Content projection and ViewContainerRef are two of the most powerful Angular features that allow you to build flexible, reusable, and dynamic UI components.
This article takes you through both concepts with simple explanations, real-life case studies, and practical examples.
1. What Is Content Projection?
Content projection allows you to insert external content into a component’s view.
This is how Angular enables reusable UI components with customizable content (similar to slots in Web Components).
You use ng-content to mark where projected content should appear.
2. Basic Example of Content Projection
Create a reusable card component.
card.component.html
<div class="card">
<div class="card-header">
<ng-content select="[card-title]"></ng-content>
</div>
<div class="card-body">
<ng-content></ng-content>
</div>
</div>
Using the component
<app-card>
<h3 card-title>Login</h3>
<p>Please enter your email and password</p>
</app-card>
This gives you a flexible component where the parent decides what content goes inside.
3. Case Study — Building a Reusable Modal Component
This modal can accept:
Header content
Body content
Footer content
modal.component.html
<div class="modal">
<div class="modal-header">
<ng-content select="[modal-header]"></ng-content>
</div>
<div class="modal-body">
<ng-content select="[modal-body]"></ng-content>
</div>
<div class="modal-footer">
<ng-content select="[modal-footer]"></ng-content>
</div>
</div>
Usage
<app-modal>
<h2 modal-header>Confirm Delete</h2>
<p modal-body>Are you sure?</p>
<button modal-footer>Yes</button>
</app-modal>
This is a perfect example of "slot-based design".
4. Single Slot vs Multi-Slot Projection
Single slot
<ng-content></ng-content>
Multi-slot using selectors
<ng-content select=".header"></ng-content>
<ng-content select=".body"></ng-content>
Angular chooses the <ng-content> slot based on CSS-like selectors.
5. What Content Projection Cannot Do
Understanding limitations helps decide when to use ViewContainerRef.
Content projection cannot:
Dynamically create or remove components
Modify projected content
Load components based on logic
Insert components programmatically
For those use-cases, we use ViewContainerRef.

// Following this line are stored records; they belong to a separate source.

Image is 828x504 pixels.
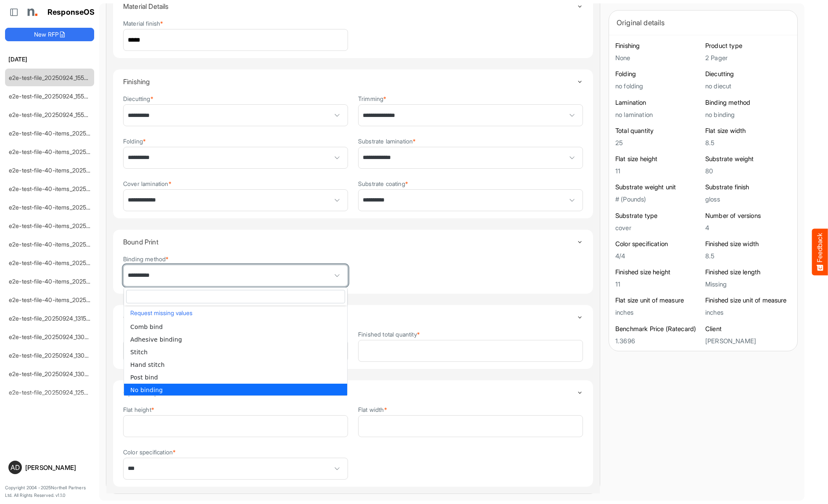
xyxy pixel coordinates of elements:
a: e2e-test-file_20250924_130652 [9,370,95,378]
a: e2e-test-file-40-items_20250924_132227 [9,259,122,266]
h5: [PERSON_NAME] [705,337,791,344]
div: [PERSON_NAME] [25,464,90,470]
a: e2e-test-file-40-items_20250924_154112 [9,166,120,173]
h5: gloss [705,196,791,202]
h5: inches [616,308,702,315]
h6: Diecutting [705,70,791,78]
h4: Order Details [124,313,577,321]
div: dropdownlist [124,287,347,396]
h6: Substrate finish [705,183,791,192]
h6: Client [705,325,791,333]
label: Substrate coating [358,180,409,187]
h5: inches [705,308,791,315]
h5: 2 Pager [705,54,791,61]
a: e2e-test-file_20250924_130935 [9,333,95,341]
h5: 80 [705,167,791,174]
h6: Number of versions [705,211,791,220]
button: New RFP [5,28,94,41]
h4: Material Details [124,3,577,10]
button: Request missing values [128,307,343,318]
h5: # (Pounds) [616,196,702,202]
span: No binding [130,386,162,393]
h1: ResponseOS [48,8,95,17]
h6: Lamination [616,98,702,107]
h4: Bound Print [124,238,577,245]
label: Finished total quantity [358,331,420,337]
h4: Finishing [124,78,577,86]
a: e2e-test-file_20250924_130824 [9,351,95,359]
a: e2e-test-file-40-items_20250924_133443 [9,222,123,229]
a: e2e-test-file-40-items_20250924_155342 [9,129,123,136]
h5: None [616,54,702,61]
h6: [DATE] [5,54,94,64]
h5: no diecut [705,83,791,90]
div: Original details [617,17,790,28]
input: dropdownlistfilter [126,290,344,303]
h6: Finished size width [705,239,791,248]
h6: Finished size unit of measure [705,296,791,305]
h6: Substrate weight unit [616,183,702,192]
label: Cover lamination [124,180,171,187]
h5: cover [616,224,702,232]
label: Material finish [124,20,163,26]
label: Diecutting [124,95,154,102]
span: Post bind [130,374,158,380]
h6: Flat size height [616,155,702,163]
h5: 8.5 [705,252,791,260]
h6: Finished size height [616,268,702,276]
button: Feedback [812,229,828,275]
h5: 4 [705,224,791,232]
h5: 25 [616,139,702,146]
a: e2e-test-file_20250924_125734 [9,388,94,396]
h6: Binding method [705,98,791,107]
h5: no folding [616,83,702,90]
h6: Flat size unit of measure [616,296,702,305]
h5: no binding [705,111,791,118]
a: e2e-test-file-40-items_20250924_132534 [9,240,123,247]
h6: Substrate type [616,211,702,220]
span: Stitch [130,348,148,355]
h6: Flat size width [705,126,791,135]
a: e2e-test-file-40-items_20250924_132033 [9,277,123,284]
summary: Toggle content [124,230,583,254]
h5: 1.3696 [616,337,702,344]
h5: 11 [616,280,702,288]
label: Trimming [358,95,386,102]
a: e2e-test-file-40-items_20250924_154244 [9,148,124,155]
h5: no lamination [616,111,702,118]
a: e2e-test-file_20250924_155915 [9,74,93,81]
label: Flat width [358,406,387,413]
h6: Color specification [616,239,702,248]
a: e2e-test-file-40-items_20250924_131750 [9,296,121,304]
h6: Finished size length [705,268,791,276]
a: e2e-test-file_20250924_155800 [9,92,95,99]
h6: Benchmark Price (Ratecard) [616,325,702,333]
h5: 8.5 [705,139,791,146]
summary: Toggle content [124,305,583,329]
summary: Toggle content [124,380,583,405]
a: e2e-test-file-40-items_20250924_134702 [9,203,123,210]
label: Number of versions [124,331,179,337]
h4: Optional Specifications [124,388,577,396]
span: AD [11,464,19,470]
h6: Finishing [616,42,702,50]
img: Northell [23,4,40,20]
summary: Toggle content [124,69,583,93]
span: Hand stitch [130,361,164,368]
label: Color specification [124,449,176,454]
h6: Total quantity [616,126,702,135]
a: e2e-test-file_20250924_131520 [9,314,93,322]
h6: Product type [705,42,791,50]
label: Binding method [124,256,168,262]
h5: 4/4 [616,252,702,260]
label: Folding [124,138,146,144]
h6: Substrate weight [705,155,791,163]
span: Comb bind [130,323,162,330]
h5: Missing [705,280,791,288]
p: Copyright 2004 - 2025 Northell Partners Ltd. All Rights Reserved. v 1.1.0 [5,484,94,498]
a: e2e-test-file_20250924_155648 [9,111,95,118]
label: Flat height [124,406,155,413]
h5: 11 [616,167,702,174]
label: Substrate lamination [358,138,415,144]
span: Adhesive binding [130,336,182,342]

6. Introduction to ViewContainerRef
ViewContainerRef allows you to:
Dynamically create components
Insert or remove them at runtime
Control the rendering programmatically
It is commonly used with:
Dynamic forms
Dynamic modals
Portal-like components
Component factories
7. Basic Example of ViewContainerRef
Directive to mark insertion point
@Directive({
selector: '[dynamicHost]',
})
export class DynamicHostDirective {
constructor(public viewContainerRef: ViewContainerRef) {}
}
Component that dynamically loads another component
@Component({
selector: 'app-dynamic-loader',
template: `<ng-template dynamicHost></ng-template>`,
})
export class DynamicLoaderComponent implements AfterViewInit {
@ViewChild(DynamicHostDirective, { static: true })
host!: DynamicHostDirective;
constructor(private resolver: ComponentFactoryResolver) {}
ngAfterViewInit() {
const viewContainer = this.host.viewContainerRef;
viewContainer.clear();
const factory = this.resolver.resolveComponentFactory(HelloComponent);
viewContainer.createComponent(factory);
}
}
Dynamically added component
@Component({
selector: 'app-hello',
template: `<p>Hello from dynamic component!</p>`,
})
export class HelloComponent {}
This displays a component without being in the template statically.

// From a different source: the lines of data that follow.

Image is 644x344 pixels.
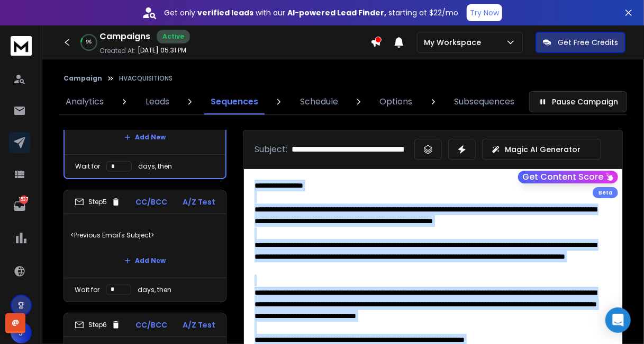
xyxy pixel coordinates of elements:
[6,313,25,333] div: @
[470,8,499,18] p: Try Now
[136,196,168,207] p: CC/BCC
[100,30,151,43] h1: Campaigns
[138,162,172,171] p: days, then
[136,319,168,330] p: CC/BCC
[164,8,459,18] p: Get only with our starting at $22/mo
[424,37,485,48] p: My Workspace
[71,221,219,250] p: <Previous Email's Subject>
[74,319,121,329] div: Step 6
[63,189,226,302] li: Step5CC/BCCA/Z Test<Previous Email's Subject>Add NewWait fordays, then
[379,95,412,108] p: Options
[137,286,171,294] p: days, then
[447,89,521,114] a: Subsequences
[100,46,136,55] p: Created At:
[119,74,172,83] p: HVACQUISITIONS
[454,95,514,108] p: Subsequences
[536,32,625,53] button: Get Free Credits
[74,197,121,206] div: Step 5
[74,286,100,294] p: Wait for
[116,126,174,148] button: Add New
[518,171,618,183] button: Get Content Score
[204,89,265,114] a: Sequences
[63,74,102,83] button: Campaign
[59,89,110,114] a: Analytics
[10,36,32,56] img: logo
[198,8,253,18] strong: verified leads
[75,162,100,171] p: Wait for
[139,89,176,114] a: Leads
[87,40,91,45] p: 9 %
[605,307,631,333] div: Open Intercom Messenger
[505,144,580,155] p: Magic AI Generator
[373,89,418,114] a: Options
[557,37,618,48] p: Get Free Credits
[287,8,386,18] strong: AI-powered Lead Finder,
[254,143,287,156] p: Subject:
[482,139,601,160] button: Magic AI Generator
[211,95,258,108] p: Sequences
[300,95,338,108] p: Schedule
[529,91,627,112] button: Pause Campaign
[467,4,502,21] button: Try Now
[183,196,216,207] p: A/Z Test
[20,195,28,204] p: 1537
[183,319,216,330] p: A/Z Test
[592,187,618,198] div: Beta
[145,95,169,108] p: Leads
[9,195,30,217] a: 1537
[294,89,345,114] a: Schedule
[66,95,104,108] p: Analytics
[137,46,186,55] p: [DATE] 05:31 PM
[156,29,190,43] div: Active
[116,250,174,271] button: Add New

8. Case Study — Dynamic Form Builder
Many enterprise apps require:
Forms that change based on user role
Fields coming from database metadata
Adding/removing fields at runtime
This is where ViewContainerRef shines.
Insert dynamic input fields
addField(fieldType: any) {
const container = this.dynamicHost.viewContainerRef;
const componentRef = container.createComponent(fieldType);
}
You can dynamically add:
9. Content Projection vs ViewContainerRef — When to Use What
| Feature | Content Projection | ViewContainerRef |
|---|
| Reusable layout templates | Yes | No |
| Dynamic UI creation | No | Yes |
| Parent provides content | Yes | No |
| Programmatic control | No | Yes |
| Better for | Cards, modals, tabs, layouts | Dynamic forms, dynamic pages |
| Managed by | Template | Component code |
Rule of Thumb
10. Combining Both (Real Enterprise Example)
You want:
This gives:
11. Best Practices
Content Projection
Use select for multi-slot structure
Avoid deeply nested ng-content
Use it for visual flexibility, not dynamic behavior
ViewContainerRef
Always call .clear() before creating components
Remove views when navigation changes
Prefer Angular’s newer API createComponent() instead of old ComponentFactoryResolver
Use ng-template with a directive to mark insertion points
12. Summary
Content Projection is used for static but flexible templates, while ViewContainerRef is used for dynamic component rendering.